Among the many obstacles to a negotiated break-up, Sunni areas in the west would not be economically viable unless they received a share of oil revenues from other regions; theirs is the only part of Iraq not sitting on lakes of oil.There are also few natural borders, and plenty of areas — especially Baghdad and Diyala province — where the different communities live cheek by jowl. Sunnis would not agree to Kurdish rule of the mixed city of Kirkuk.
“For a decade now, they have been unable to pass a revenue-sharing and oil law,” Mardini says. “How will you get Shiite Iraq to share their revenues with Sunni Iraq? And how do you get the Iraqis to agree on the borders of the regions? That would require political settlements on all disputed territories – and we know how hard it has been to do that for the last decade.”A redrawing of the map, whether at a conference or through conflict, would have a huge impact on the region. Turkey, Iran and Syria — all of which have their own Kurdish minorities — would be wary of an oil-rich Kurdish state on their borders.
The Shiite part of Iraq would most likely become closely integrated with Iran, giving Tehran much more leverage over Iraq’s oil industry. “The unity of Iraq has been a major core interest for the United States for a reason,” Mardini says. “Without the Sunnis and Kurds as a part of Iraq, then there’s not much to help balance out the influence Iran has in the country’s national oil politics.”
On the other hand, an independent Sunni region — one that no longer felt discriminated against by a majority Shia government — might be saved from falling into extremist hands. The Sunnis would have no incentive to turn to a jihadist group like ISIS as an ally if they had no enemy in Baghdad. Equally, they might make common cause with Syria’s Sunnis.

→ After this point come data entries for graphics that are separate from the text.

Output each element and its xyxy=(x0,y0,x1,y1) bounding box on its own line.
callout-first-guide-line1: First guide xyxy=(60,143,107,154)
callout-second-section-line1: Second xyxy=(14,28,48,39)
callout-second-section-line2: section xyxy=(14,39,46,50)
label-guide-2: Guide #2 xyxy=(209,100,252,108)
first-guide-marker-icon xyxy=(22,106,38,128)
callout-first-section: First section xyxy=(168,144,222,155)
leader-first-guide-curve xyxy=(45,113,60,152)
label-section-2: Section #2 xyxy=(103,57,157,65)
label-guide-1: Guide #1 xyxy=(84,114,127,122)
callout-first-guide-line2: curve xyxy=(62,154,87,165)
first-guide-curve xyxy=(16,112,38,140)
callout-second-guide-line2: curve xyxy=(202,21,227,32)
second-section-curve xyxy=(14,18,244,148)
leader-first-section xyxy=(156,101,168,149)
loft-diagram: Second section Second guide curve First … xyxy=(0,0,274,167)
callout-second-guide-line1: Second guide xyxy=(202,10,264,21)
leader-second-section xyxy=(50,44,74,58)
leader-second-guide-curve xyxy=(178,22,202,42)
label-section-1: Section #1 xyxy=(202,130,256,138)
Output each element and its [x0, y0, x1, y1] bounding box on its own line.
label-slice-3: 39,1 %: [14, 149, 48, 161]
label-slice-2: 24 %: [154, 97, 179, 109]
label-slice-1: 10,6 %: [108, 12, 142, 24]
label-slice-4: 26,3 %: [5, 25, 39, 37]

Many of the tribes live both sides of the border.
The collapse of Iraq raises the specter of mass migration and violence of the sort that accompanied the birth of India and Pakistan. It is a real danger, but the current situation has already driven thousands of people from their homes; hundreds more have been killed. Some historians argue that Iraq was never really a country anyway, more a colonial confection like British India, and we are now seeing the inevitable consequence.
The Rest Is History
In the early 20th century, tribes were paramount in the vast Arabian deserts. The arbitrary carve-up of Arabia began with the Sykes Picot agreement in 1916, with the French taking the mandate to govern Syria and Lebanon, and the British what was then Palestine and Iraq. In 1919 the League of Nations rubber-stamped French and British administration of vast areas of what had been the Ottoman Empire.
Iraq’s borders were created at a conference in Cairo in 1921, largely thanks to Winston Churchill and T E Lawrence (aka Lawrence of Arabia), who were among about 40 British officials gathered at the Semiramis Palace on the Nile. They effectively invented Iraq, setting up Faisal bin Hussein as the king of a new country. Faisal was a Sunni and a Hashemite who wasn’t even from Iraq. British policy was to promote the interests of the Sunni and other minorities as a counter-balance to the Shia majority — and expel troublesome Shia clergy, all tools that Saddam Hussein would find useful a half-century later.
Against the advice of several experts, the new Iraq included the Kurdish-dominated province of Mosul, as a buffer against both Turkey and Russia (soon to become the Soviet Union.) One of the senior advisers at the Cairo Conference was Gertrude Bell, an indomitable traveler who knew many of the region’s tribal sheikhs. Bell — and many since — underestimated the power of the Shia clergy. And she over-estimated the power of British rule. She told Jafar al Askari, who would become Prime Minister of the young Iraq, that “complete independence is what we ultimately wish to give.”
“My lady,” al Askari replied, “complete independence is never given; it is always taken” — words that may have a new resonance in Iraq today.